PoC Code for Arm Mali GPU Kernel Driver Flaw (CVE-2022-38181) Published

Man Yue Mo, a security researcher with GitHub, has released technical details and proof-of-concept (PoC) exploit code for an Arm Mali GPU Kernel Driver security bypass that Arm patched in August last year.

The PoC exploit targets CVE-2022-38181 (CVSS score of 8.8), a vulnerability that could allow a remote authenticated attacker to bypass security restrictions, caused by a use-after-free error. By making improper GPU processing operations, an attacker could exploit this vulnerability to gain arbitrary kernel code execution from the untrusted app domain, which is then used to disable SELinux and gain root.

The flaw impacts Arm Mali GPU kernel drivers Midgard r4p0 through r32p0, Bifrost r0p0 through r38p1, and r39p0, and Valhall r19p0 through r38p1, and r39p0.

Midgard drivers are used in even older (2016) Mali T800 and T700 series chips, Samsung Galaxy S7 and Note 7, Sony Xperia X XA1, Huawei Mate 8, Nokia 3.1, LG X, and Redmi Note 4.

Bifrost drivers are used in the older (2018) Mali G76, G72, and G52 chips used by Samsung Galaxy S10, S9, A51 and A71, Redmi Note 10, Huawei P30 and P40 Pro, Honor View 20, Motorola Moto G60S, and Realme 7.

Valhall drivers are used in Mali G710, G610, and G510 chips found inside the Google Pixel 7, Asus ROG Phone 6, Redmi Note 11 and 12, Honor 70 Pro, RealMe GT, Xiaomi 12 Pro, Oppo Find X5 Pro and Reno 8 Pro, Motorola Edge, and OnePlus 10R.

The researcher wrote in the write-up:

“To summarize, the exploit involves the following steps:

  1. Create JIT memory.
  2. Mark the JIT memory as evictable.
  3. Increase memory pressure by mapping memory to the user space via normal mmap system calls.
  4. Use the KBASE_IOCTL_MEM_QUERY ioctl to check if the JIT memory is freed. Carry on applying memory pressure until the JIT region is freed.
  5. Allocate new GPU memory regions using the KBASE_IOCTL_MEM_ALLOC ioctl to replace the freed JIT memory.
  6. Create an alias region to the new GPU memory region that replaced the JIT memory so that the backing pages of the new GPU memory are shared with the alias region.
  7. Submit a BASE_JD_REQ_SOFT_JIT_FREE job to free the JIT region. As the JIT region is now replaced by the new memory region, this will cause kbase_jit_free to remove the backing pages of the new memory region, but the GPU mappings created in the alias region in step 6. will not be removed. The alias region can now be used to access the freed backing pages.
  8. Reuse the freed backing pages as PGD of the kbase_context. The alias region can now be used to rewrite the PGD. I can then map arbitrary physical pages to the GPU address space.
  9. Map kernel code to the GPU address space to gain arbitrary kernel code execution, which can then be used to rewrite the credentials of our process to gain root, and to disable SELinux.”

Man Yue Mo has published PoC code that used CVE-2022-38181 vulnerability to gain arbitrary kernel code execution and root privileges on a Pixel 6 from an Android app.

The severity score of the issues is high, they are exploitable and impact a wide number of Android devices.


[Assignment]:
Scan the records below. Copy every line in which the word "Lump" appears.

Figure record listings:

= Beginning of Section =

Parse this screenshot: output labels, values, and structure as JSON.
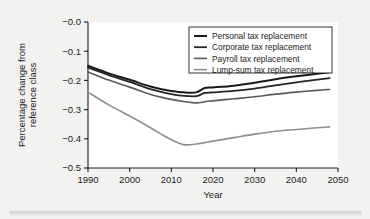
{
  "chart_data": {
    "type": "line",
    "title": "",
    "xlabel": "Year",
    "ylabel": "Percentage change from reference class",
    "ylabel_line1": "Percentage change from",
    "ylabel_line2": "reference class",
    "xlim": [
      1990,
      2050
    ],
    "ylim": [
      -0.5,
      0.0
    ],
    "xticks": [
      1990,
      2000,
      2010,
      2020,
      2030,
      2040,
      2050
    ],
    "xticklabels": [
      "1990",
      "2000",
      "2010",
      "2020",
      "2030",
      "2040",
      "2050"
    ],
    "yticks": [
      0.0,
      -0.1,
      -0.2,
      -0.3,
      -0.4,
      -0.5
    ],
    "yticklabels": [
      "−0.0",
      "−0.1",
      "−0.2",
      "−0.3",
      "−0.4",
      "−0.5"
    ],
    "grid": false,
    "legend_position": "upper right",
    "x": [
      1990,
      1995,
      2000,
      2005,
      2008,
      2010,
      2013,
      2016,
      2018,
      2020,
      2025,
      2030,
      2035,
      2040,
      2045,
      2048
    ],
    "series": [
      {
        "name": "Personal tax replacement",
        "color": "#1a1a1a",
        "width": 2.0,
        "values": [
          -0.15,
          -0.176,
          -0.198,
          -0.221,
          -0.231,
          -0.236,
          -0.241,
          -0.241,
          -0.226,
          -0.224,
          -0.218,
          -0.208,
          -0.196,
          -0.186,
          -0.177,
          -0.172
        ]
      },
      {
        "name": "Corporate tax replacement",
        "color": "#262626",
        "width": 1.8,
        "values": [
          -0.156,
          -0.182,
          -0.205,
          -0.23,
          -0.241,
          -0.247,
          -0.253,
          -0.254,
          -0.243,
          -0.241,
          -0.236,
          -0.228,
          -0.217,
          -0.207,
          -0.197,
          -0.192
        ]
      },
      {
        "name": "Payroll tax replacement",
        "color": "#5a5a5a",
        "width": 1.6,
        "values": [
          -0.171,
          -0.199,
          -0.223,
          -0.248,
          -0.259,
          -0.265,
          -0.272,
          -0.277,
          -0.273,
          -0.27,
          -0.263,
          -0.256,
          -0.247,
          -0.24,
          -0.234,
          -0.231
        ]
      },
      {
        "name": "Lump-sum tax replacement",
        "color": "#8f8f8f",
        "width": 1.6,
        "values": [
          -0.24,
          -0.284,
          -0.322,
          -0.362,
          -0.388,
          -0.403,
          -0.42,
          -0.418,
          -0.413,
          -0.408,
          -0.396,
          -0.384,
          -0.374,
          -0.368,
          -0.362,
          -0.359
        ]
      }
    ]
  },
  "legend": {
    "entries": [
      "Personal tax replacement",
      "Corporate tax replacement",
      "Payroll tax replacement",
      "Lump-sum tax replacement"
    ]
  },
  "colors": {
    "background": "#f2f2f1",
    "plot_background": "#ffffff",
    "axis": "#1b1b1b",
    "series_1": "#1a1a1a",
    "series_2": "#262626",
    "series_3": "#5a5a5a",
    "series_4": "#8f8f8f"
  }
}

= End of Section =

[Answer to the exercise]:
        "name": "Lump-sum tax replacement",
      "Lump-sum tax replacement"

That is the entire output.